The current CBS-WBD deal for the men’s tournament includes a sponsorship component that is hugely problematic for the women’s tournament: The NCAA’s corporate partners program, sold by the two networks, requires brands to buy sponsorships in the men’s tournament before signing on to any other sport. In other words, no company is allowed to buy a women’s tournament sponsorship à la carte. This creates a huge cost-barrier to brands that want to activate around the women’s tournament. They may not be able to afford the men’s buy-in—and they may not want to. Plenty of companies—feminine hygiene products, for example—see value in partnering with women’s basketball exclusively. But now, by timing the ESPN and CBS-WBD deals to wind down at the same time, the NCAA will have a chance to redo a future corporate partners program that doesn’t hinder the women’s tournament.
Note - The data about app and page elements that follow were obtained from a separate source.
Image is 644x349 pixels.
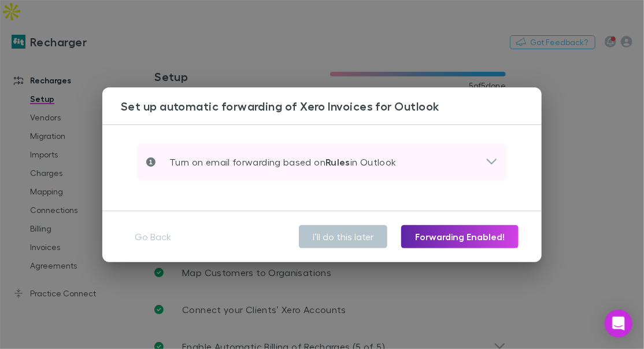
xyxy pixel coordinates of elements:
strong: Rules [326,156,350,168]
div: Turn on email forwarding based onRulesin Outlook [137,144,507,181]
h3: Set up automatic forwarding of Xero Invoices for Outlook [120,99,542,113]
div: Open Intercom Messenger [604,309,632,337]
p: Turn on email forwarding based on in Outlook [155,155,397,169]
button: I’ll do this later [299,225,387,248]
button: Forwarding Enabled! [401,225,518,248]
button: Go Back [125,225,181,248]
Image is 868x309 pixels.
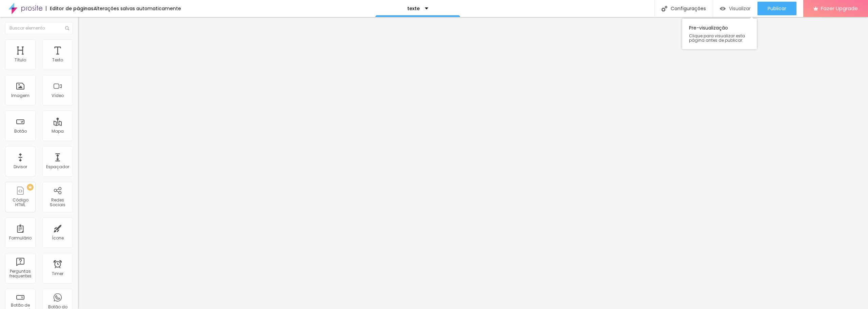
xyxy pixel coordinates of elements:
[65,26,69,30] img: Icone
[52,235,63,240] div: Ícone
[720,6,726,12] img: view-1.svg
[46,6,94,11] div: Editor de páginas
[11,93,30,98] div: Imagem
[767,6,787,11] span: Publicar
[7,269,34,279] div: Perguntas frequentes
[757,2,797,15] button: Publicar
[13,165,27,169] div: Divisor
[52,271,63,276] div: Timer
[15,58,26,62] div: Título
[44,198,71,207] div: Redes Sociais
[662,6,667,12] img: Icone
[407,6,420,11] p: texte
[821,6,858,11] span: Fazer Upgrade
[9,235,31,240] div: Formulário
[52,93,63,98] div: Vídeo
[713,2,757,15] button: Visualizar
[14,129,27,134] div: Botão
[94,6,181,11] div: Alterações salvas automaticamente
[682,19,757,49] div: Pre-visualização
[52,129,63,134] div: Mapa
[46,165,69,169] div: Espaçador
[689,34,750,42] span: Clique para visualizar esta página antes de publicar.
[7,198,34,207] div: Código HTML
[78,17,868,309] iframe: Editor
[5,22,73,34] input: Buscar elemento
[729,6,751,11] span: Visualizar
[52,58,63,62] div: Texto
The timing of that future termination date also allows the NCAA to consider a completely new strategy for selling D-I basketball. The NCAA has more than 40 championships to sell, including the men’s and women’s tournaments. Could the governing body regroup these properties to get higher bids? “You should give people options,” says Octagon’s SVP of global media rights consulting, William Mao. “Lay out a menu.” A couple of different combinations, he says, could include spinning off women’s basketball and selling it as a stand-alone property, or selling all D-I basketball—men’s and women’s—together.
At first glance, selling the men’s and women’s tournaments together in 2032 could prove once and for all that the two events are on equal footing. But if history is any indicator, the women’s tournament would almost certainly make more money if it was sold by itself. Across the sports landscape, bundling men’s and women’s properties together almost always ends up with a women’s event getting the short end of the stick—just look at the World Cup media rights.
In any case, there are very few media companies with enough channels and streaming platforms to broadcast not one but two overlapping fields of 68, Mao says. Adding another wrench is the upcoming arrival of an ESPN-Fox-WBD bundle, informally referred to as “Spulu,” which could allow all three networks to profit off one another’s inventory but leave the future of March Madness Live hanging in the balance.
From a broad NCAA standpoint, there could be enough other popular events beyond basketball to sustain a separate media-rights package that doesn’t include D-I women’s hoops. Championships in baseball, softball, women’s gymnastics, and volleyball have seen growth in recent years, and less-popular or lower-division championships could ride their coattails. But the NCAA could also decide, again, to stick women’s basketball in the package, sacrificing a few extra million dollars in women’s March Madness rights for the good of the group.
There are no (serious) estimates for how much either tournament could be worth by 2032, given how quickly the broadcast-rights economy can change between now and then. Realistically, in eight years the NCAA itself may no longer even exist. But it’s clear that women’s basketball is growing in popularity, and that growth isn’t slowing down.
“It’s a moment, like people are saying—but it’s more than a moment,” UConn women’s coach Geno Auriemma told reporters this week. “Sometimes moments become minutes, and minutes become hours, and hours become days. And the next thing you know, it becomes part of the national pastime.”
Men’s March Madness can only hope to keep pace.